INEOS has announced that it is cutting 20% of the workforce at its Acetyls plant in Hull. The firm said the 60 jobs are being lost as a direct result of high energy costs and anti-competitive trade practices, as importers “dump” product into the UK and European markets.
INEOS explained that cheap, carbon-heavy imports from China, produced using coal and emitting up to eight times more CO₂ than its UK operations, are now flooding the market.
INEOS is calling on the UK Government and European Commission to introduce urgent anti-dumping tariffs on Chinese and US importers to protect the chemicals sector. The company warns that unless action is taken, more sites will close and thousands more jobs will be lost.
David Brooks, CEO of INEOS Acetyls, said: “This is a very difficult time for everyone at the Hull facility. We have a leading-edge, efficient and well-invested site and the team here is highly skilled, professional, and dedicated. Making the decision to cut 60 roles was not taken lightly.
“We have explored every possible alternative but in the face of sustained pressure from energy costs, combined with unfairly low-cost imports into the UK and Europe, we’ve been left with no other choice. Our priority now is to support those affected and protect the long-term future of the site.”
INEOS recently invested £30 million at the Hull site to switch from natural gas to hydrogen, cutting emissions by 75%, the equivalent of taking 160,000 cars off the road.
“This is a textbook case of the UK and Europe sleepwalking into deindustrialisation. INEOS has invested heavily at Hull to cut CO₂, yet we’re being undercut by China and the US while left wide open by a complete absence of tariff protection. If governments don’t act now on energy, carbon and trade, we will keep losing factories, skills and jobs. And once these plants shut, they never come back.”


> **Required action**: Print out the entries below with no edits.

============================================================

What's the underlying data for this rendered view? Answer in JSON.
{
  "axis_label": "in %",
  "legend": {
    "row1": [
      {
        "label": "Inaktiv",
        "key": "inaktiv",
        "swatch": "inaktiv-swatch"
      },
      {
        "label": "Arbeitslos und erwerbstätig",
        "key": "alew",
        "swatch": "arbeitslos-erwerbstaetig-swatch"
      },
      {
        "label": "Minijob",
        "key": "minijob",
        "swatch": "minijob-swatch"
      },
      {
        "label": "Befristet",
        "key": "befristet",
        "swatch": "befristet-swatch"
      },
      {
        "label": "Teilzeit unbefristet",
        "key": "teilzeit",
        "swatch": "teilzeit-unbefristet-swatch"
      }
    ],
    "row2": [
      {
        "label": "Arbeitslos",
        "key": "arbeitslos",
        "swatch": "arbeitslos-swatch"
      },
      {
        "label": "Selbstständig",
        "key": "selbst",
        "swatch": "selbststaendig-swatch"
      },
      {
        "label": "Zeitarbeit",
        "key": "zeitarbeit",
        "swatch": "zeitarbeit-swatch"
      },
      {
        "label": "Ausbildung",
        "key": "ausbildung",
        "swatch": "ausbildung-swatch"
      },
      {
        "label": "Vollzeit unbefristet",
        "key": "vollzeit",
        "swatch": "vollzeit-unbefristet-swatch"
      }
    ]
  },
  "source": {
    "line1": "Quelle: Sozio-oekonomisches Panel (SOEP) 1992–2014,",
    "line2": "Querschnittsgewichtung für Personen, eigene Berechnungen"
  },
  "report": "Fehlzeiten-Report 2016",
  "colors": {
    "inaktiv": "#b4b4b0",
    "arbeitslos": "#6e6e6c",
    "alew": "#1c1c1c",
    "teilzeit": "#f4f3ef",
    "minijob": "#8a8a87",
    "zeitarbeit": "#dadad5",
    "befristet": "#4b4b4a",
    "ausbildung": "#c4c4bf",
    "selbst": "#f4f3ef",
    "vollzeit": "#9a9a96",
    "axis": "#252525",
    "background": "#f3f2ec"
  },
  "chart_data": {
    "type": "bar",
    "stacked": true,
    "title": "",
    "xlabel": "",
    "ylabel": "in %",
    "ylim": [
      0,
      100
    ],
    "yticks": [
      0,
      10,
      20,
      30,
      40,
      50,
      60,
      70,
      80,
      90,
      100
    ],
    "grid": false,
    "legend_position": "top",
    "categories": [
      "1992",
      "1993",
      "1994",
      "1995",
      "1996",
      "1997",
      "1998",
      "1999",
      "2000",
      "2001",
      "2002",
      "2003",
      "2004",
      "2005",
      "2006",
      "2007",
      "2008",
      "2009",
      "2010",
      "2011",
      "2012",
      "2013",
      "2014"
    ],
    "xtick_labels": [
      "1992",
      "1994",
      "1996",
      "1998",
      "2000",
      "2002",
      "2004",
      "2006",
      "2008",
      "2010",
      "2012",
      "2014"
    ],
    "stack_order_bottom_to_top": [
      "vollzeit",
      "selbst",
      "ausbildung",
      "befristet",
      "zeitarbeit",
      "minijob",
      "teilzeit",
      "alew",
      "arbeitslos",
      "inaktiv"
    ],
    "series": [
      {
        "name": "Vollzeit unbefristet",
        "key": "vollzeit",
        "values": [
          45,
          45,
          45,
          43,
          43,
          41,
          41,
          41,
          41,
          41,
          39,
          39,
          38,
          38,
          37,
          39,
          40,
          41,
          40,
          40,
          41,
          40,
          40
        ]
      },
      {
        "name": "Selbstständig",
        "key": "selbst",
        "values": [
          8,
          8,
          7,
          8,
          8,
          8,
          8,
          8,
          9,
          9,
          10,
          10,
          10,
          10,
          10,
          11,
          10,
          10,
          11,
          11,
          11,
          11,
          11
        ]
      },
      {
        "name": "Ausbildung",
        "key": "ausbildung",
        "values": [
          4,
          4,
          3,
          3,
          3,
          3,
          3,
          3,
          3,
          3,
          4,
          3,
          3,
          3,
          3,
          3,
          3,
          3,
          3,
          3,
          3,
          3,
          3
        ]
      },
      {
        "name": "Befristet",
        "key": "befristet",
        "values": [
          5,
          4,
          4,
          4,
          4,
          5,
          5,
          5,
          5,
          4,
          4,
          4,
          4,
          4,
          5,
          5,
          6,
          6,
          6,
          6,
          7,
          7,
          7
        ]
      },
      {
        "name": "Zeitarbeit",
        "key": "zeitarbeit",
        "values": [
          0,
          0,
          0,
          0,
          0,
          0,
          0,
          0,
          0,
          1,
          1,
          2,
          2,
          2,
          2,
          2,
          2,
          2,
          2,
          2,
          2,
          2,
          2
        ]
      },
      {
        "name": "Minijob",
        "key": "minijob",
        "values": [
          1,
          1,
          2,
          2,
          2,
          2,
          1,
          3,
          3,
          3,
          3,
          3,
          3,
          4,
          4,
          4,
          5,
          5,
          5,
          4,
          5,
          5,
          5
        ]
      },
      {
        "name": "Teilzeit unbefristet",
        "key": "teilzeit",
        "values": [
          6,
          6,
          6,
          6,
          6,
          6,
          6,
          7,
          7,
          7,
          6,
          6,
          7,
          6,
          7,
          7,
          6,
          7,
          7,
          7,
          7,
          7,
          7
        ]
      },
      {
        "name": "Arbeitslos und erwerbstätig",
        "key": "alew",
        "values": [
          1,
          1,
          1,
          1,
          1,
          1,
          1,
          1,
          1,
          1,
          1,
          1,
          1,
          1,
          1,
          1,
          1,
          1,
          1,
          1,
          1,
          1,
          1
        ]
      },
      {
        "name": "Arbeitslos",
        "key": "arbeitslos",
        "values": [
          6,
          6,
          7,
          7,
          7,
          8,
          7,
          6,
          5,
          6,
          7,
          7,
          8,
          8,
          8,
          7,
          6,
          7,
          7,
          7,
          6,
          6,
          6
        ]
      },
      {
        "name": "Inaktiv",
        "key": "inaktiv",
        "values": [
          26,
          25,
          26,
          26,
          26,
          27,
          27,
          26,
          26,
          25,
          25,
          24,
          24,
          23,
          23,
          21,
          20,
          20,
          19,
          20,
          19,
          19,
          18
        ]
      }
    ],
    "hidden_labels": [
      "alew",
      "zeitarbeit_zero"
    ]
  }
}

============================================================

> **Response area**:
What's the underlying data for this rendered view? Answer in JSON.
{
  "axis_label": "in %",
  "legend": {
    "row1": [
      {
        "label": "Inaktiv",
        "key": "inaktiv",
        "swatch": "inaktiv-swatch"
      },
      {
        "label": "Arbeitslos und erwerbstätig",
        "key": "alew",
        "swatch": "arbeitslos-erwerbstaetig-swatch"
      },
      {
        "label": "Minijob",
        "key": "minijob",
        "swatch": "minijob-swatch"
      },
      {
        "label": "Befristet",
        "key": "befristet",
        "swatch": "befristet-swatch"
      },
      {
        "label": "Teilzeit unbefristet",
        "key": "teilzeit",
        "swatch": "teilzeit-unbefristet-swatch"
      }
    ],
    "row2": [
      {
        "label": "Arbeitslos",
        "key": "arbeitslos",
        "swatch": "arbeitslos-swatch"
      },
      {
        "label": "Selbstständig",
        "key": "selbst",
        "swatch": "selbststaendig-swatch"
      },
      {
        "label": "Zeitarbeit",
        "key": "zeitarbeit",
        "swatch": "zeitarbeit-swatch"
      },
      {
        "label": "Ausbildung",
        "key": "ausbildung",
        "swatch": "ausbildung-swatch"
      },
      {
        "label": "Vollzeit unbefristet",
        "key": "vollzeit",
        "swatch": "vollzeit-unbefristet-swatch"
      }
    ]
  },
  "source": {
    "line1": "Quelle: Sozio-oekonomisches Panel (SOEP) 1992–2014,",
    "line2": "Querschnittsgewichtung für Personen, eigene Berechnungen"
  },
  "report": "Fehlzeiten-Report 2016",
  "colors": {
    "inaktiv": "#b4b4b0",
    "arbeitslos": "#6e6e6c",
    "alew": "#1c1c1c",
    "teilzeit": "#f4f3ef",
    "minijob": "#8a8a87",
    "zeitarbeit": "#dadad5",
    "befristet": "#4b4b4a",
    "ausbildung": "#c4c4bf",
    "selbst": "#f4f3ef",
    "vollzeit": "#9a9a96",
    "axis": "#252525",
    "background": "#f3f2ec"
  },
  "chart_data": {
    "type": "bar",
    "stacked": true,
    "title": "",
    "xlabel": "",
    "ylabel": "in %",
    "ylim": [
      0,
      100
    ],
    "yticks": [
      0,
      10,
      20,
      30,
      40,
      50,
      60,
      70,
      80,
      90,
      100
    ],
    "grid": false,
    "legend_position": "top",
    "categories": [
      "1992",
      "1993",
      "1994",
      "1995",
      "1996",
      "1997",
      "1998",
      "1999",
      "2000",
      "2001",
      "2002",
      "2003",
      "2004",
      "2005",
      "2006",
      "2007",
      "2008",
      "2009",
      "2010",
      "2011",
      "2012",
      "2013",
      "2014"
    ],
    "xtick_labels": [
      "1992",
      "1994",
      "1996",
      "1998",
      "2000",
      "2002",
      "2004",
      "2006",
      "2008",
      "2010",
      "2012",
      "2014"
    ],
    "stack_order_bottom_to_top": [
      "vollzeit",
      "selbst",
      "ausbildung",
      "befristet",
      "zeitarbeit",
      "minijob",
      "teilzeit",
      "alew",
      "arbeitslos",
      "inaktiv"
    ],
    "series": [
      {
        "name": "Vollzeit unbefristet",
        "key": "vollzeit",
        "values": [
          45,
          45,
          45,
          43,
          43,
          41,
          41,
          41,
          41,
          41,
          39,
          39,
          38,
          38,
          37,
          39,
          40,
          41,
          40,
          40,
          41,
          40,
          40
        ]
      },
      {
        "name": "Selbstständig",
        "key": "selbst",
        "values": [
          8,
          8,
          7,
          8,
          8,
          8,
          8,
          8,
          9,
          9,
          10,
          10,
          10,
          10,
          10,
          11,
          10,
          10,
          11,
          11,
          11,
          11,
          11
        ]
      },
      {
        "name": "Ausbildung",
        "key": "ausbildung",
        "values": [
          4,
          4,
          3,
          3,
          3,
          3,
          3,
          3,
          3,
          3,
          4,
          3,
          3,
          3,
          3,
          3,
          3,
          3,
          3,
          3,
          3,
          3,
          3
        ]
      },
      {
        "name": "Befristet",
        "key": "befristet",
        "values": [
          5,
          4,
          4,
          4,
          4,
          5,
          5,
          5,
          5,
          4,
          4,
          4,
          4,
          4,
          5,
          5,
          6,
          6,
          6,
          6,
          7,
          7,
          7
        ]
      },
      {
        "name": "Zeitarbeit",
        "key": "zeitarbeit",
        "values": [
          0,
          0,
          0,
          0,
          0,
          0,
          0,
          0,
          0,
          1,
          1,
          2,
          2,
          2,
          2,
          2,
          2,
          2,
          2,
          2,
          2,
          2,
          2
        ]
      },
      {
        "name": "Minijob",
        "key": "minijob",
        "values": [
          1,
          1,
          2,
          2,
          2,
          2,
          1,
          3,
          3,
          3,
          3,
          3,
          3,
          4,
          4,
          4,
          5,
          5,
          5,
          4,
          5,
          5,
          5
        ]
      },
      {
        "name": "Teilzeit unbefristet",
        "key": "teilzeit",
        "values": [
          6,
          6,
          6,
          6,
          6,
          6,
          6,
          7,
          7,
          7,
          6,
          6,
          7,
          6,
          7,
          7,
          6,
          7,
          7,
          7,
          7,
          7,
          7
        ]
      },
      {
        "name": "Arbeitslos und erwerbstätig",
        "key": "alew",
        "values": [
          1,
          1,
          1,
          1,
          1,
          1,
          1,
          1,
          1,
          1,
          1,
          1,
          1,
          1,
          1,
          1,
          1,
          1,
          1,
          1,
          1,
          1,
          1
        ]
      },
      {
        "name": "Arbeitslos",
        "key": "arbeitslos",
        "values": [
          6,
          6,
          7,
          7,
          7,
          8,
          7,
          6,
          5,
          6,
          7,
          7,
          8,
          8,
          8,
          7,
          6,
          7,
          7,
          7,
          6,
          6,
          6
        ]
      },
      {
        "name": "Inaktiv",
        "key": "inaktiv",
        "values": [
          26,
          25,
          26,
          26,
          26,
          27,
          27,
          26,
          26,
          25,
          25,
          24,
          24,
          23,
          23,
          21,
          20,
          20,
          19,
          20,
          19,
          19,
          18
        ]
      }
    ],
    "hidden_labels": [
      "alew",
      "zeitarbeit_zero"
    ]
  }
}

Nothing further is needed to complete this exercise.